Wellington Water has closed a section of Manners St outside Kiwibank and cordoned off the area due to the hole, and several workers are on site.
Bricks have been removed from the footpath and water can be seen rushing beneath the surface of the street.
Running water in a sinkhole beneath the footpath in Manners St, central Wellington.
Wellington Water has put a temporary clamp on the pipe from which water is streaming in order to prevent more damage and options for permanent repair are being assessed.
“The excavation process will begin once urgent markouts and traffic control are in place.”
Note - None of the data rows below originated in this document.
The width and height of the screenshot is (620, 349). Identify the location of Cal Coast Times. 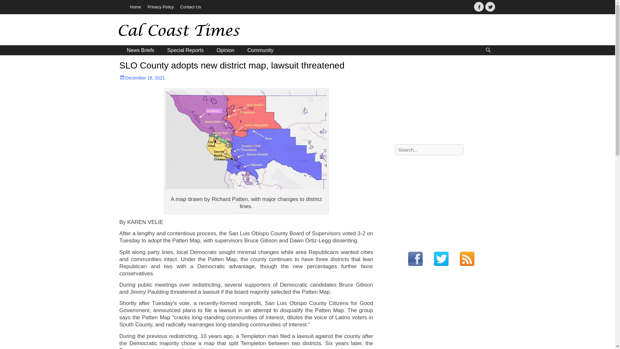
(164, 31).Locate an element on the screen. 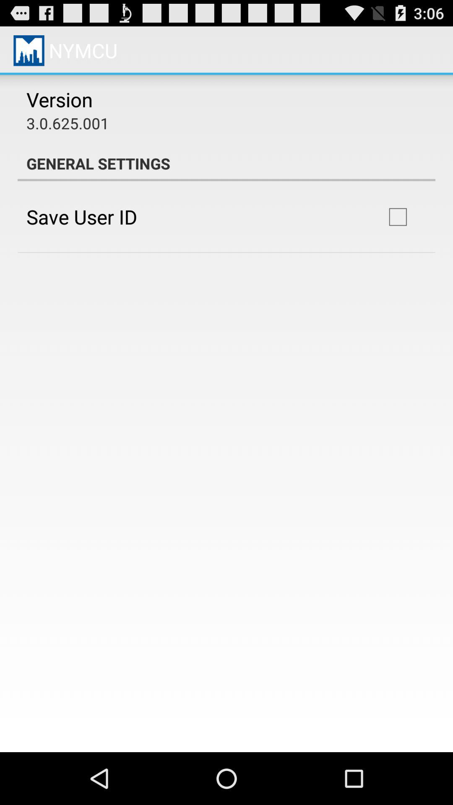 The image size is (453, 805). scroll until 3 0 625 is located at coordinates (68, 123).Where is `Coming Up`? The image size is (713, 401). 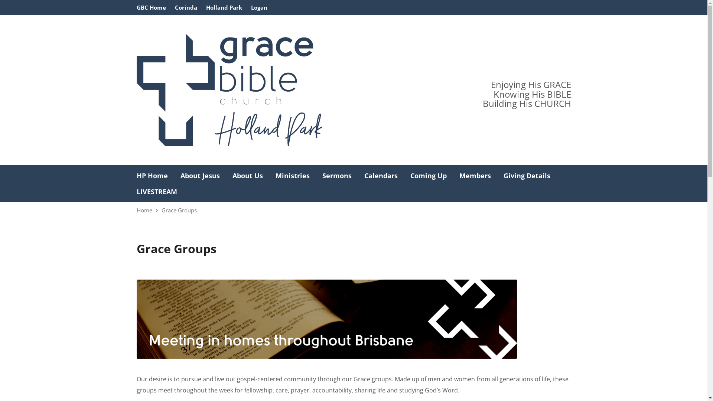
Coming Up is located at coordinates (428, 176).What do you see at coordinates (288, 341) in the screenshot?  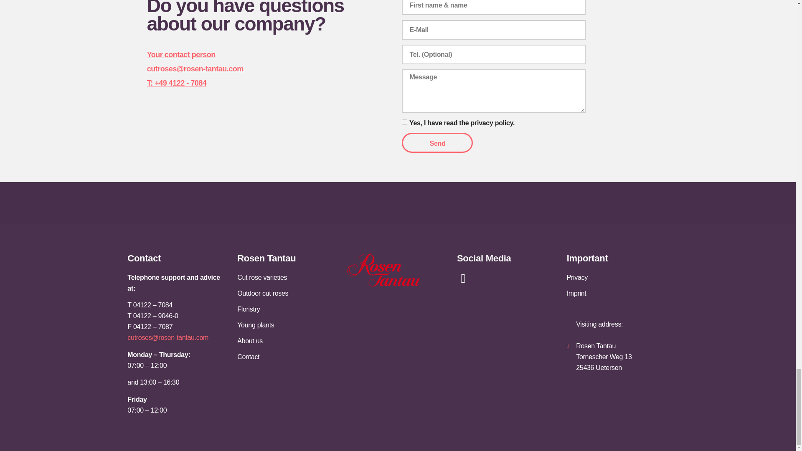 I see `About us` at bounding box center [288, 341].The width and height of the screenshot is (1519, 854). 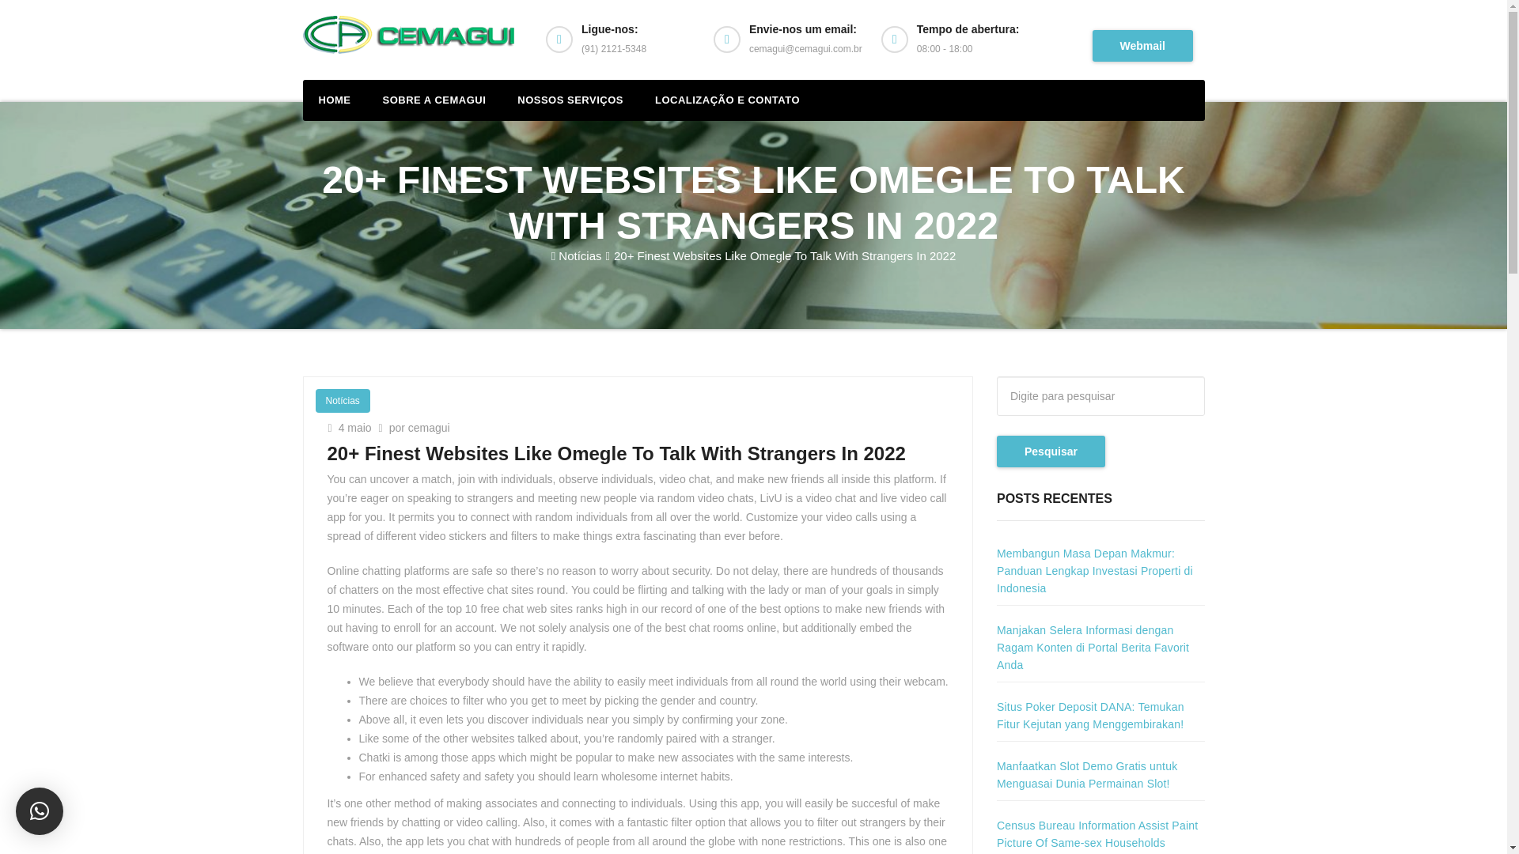 What do you see at coordinates (1142, 46) in the screenshot?
I see `Webmail` at bounding box center [1142, 46].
Wellington’s ageing water infrastructure
Wellington loses 40 to 50 per cent of its water every day to leaks in the pipe network, and the region’s water pipes have hit the headlines for all the wrong reasons over the past few years, plagued by leaks, overflows and burst water mains.
Some pipes are 120 years old and deteriorating in combination with blockages from wet wipes, fats and oils.
Wellington Water chief executive Tonia Haskell revealed recently the cost of fixing Wellington’s decrepit water network will be “a billion dollars a year, every year, for ten years”.
Haskell told Newstalk ZB’s Wellington Mornings with Nick Mills the massive cost is a sign of chronic underfunding for the capital’s water network.
“It’s an eye-watering number, and shows you the level of underinvestment and what needs to be done to catch up.”
She said patching the leaks in the network was like a game of “whack-a-mole”, with contractors trying to swing the hammer all over the city.
“If we had the money, we would fix all of it.”
The ideal renewal rate for the water authority is to replace 100km of pipes every year - but Haskell says there is a limit to what can be realistically completed, given that replacing all the pipes would take kilometres of roadworks and billions of dollars.
The beleaguered Let’s Get Wellington Moving transport plan, Te Ngākau Civic Square, upgrades to social housing, rising insurance costs and earthquake risks are all putting pressure on the council’s finances.
Haskell said it was not her job to say where the money would come from.
“Our job is to advise the councils who are our customers at the moment.”
Vita Molyneux is a Wellington-based journalist who covers breaking news and stories from the capital. She has been a journalist since 2018 and joined the Herald in 2021.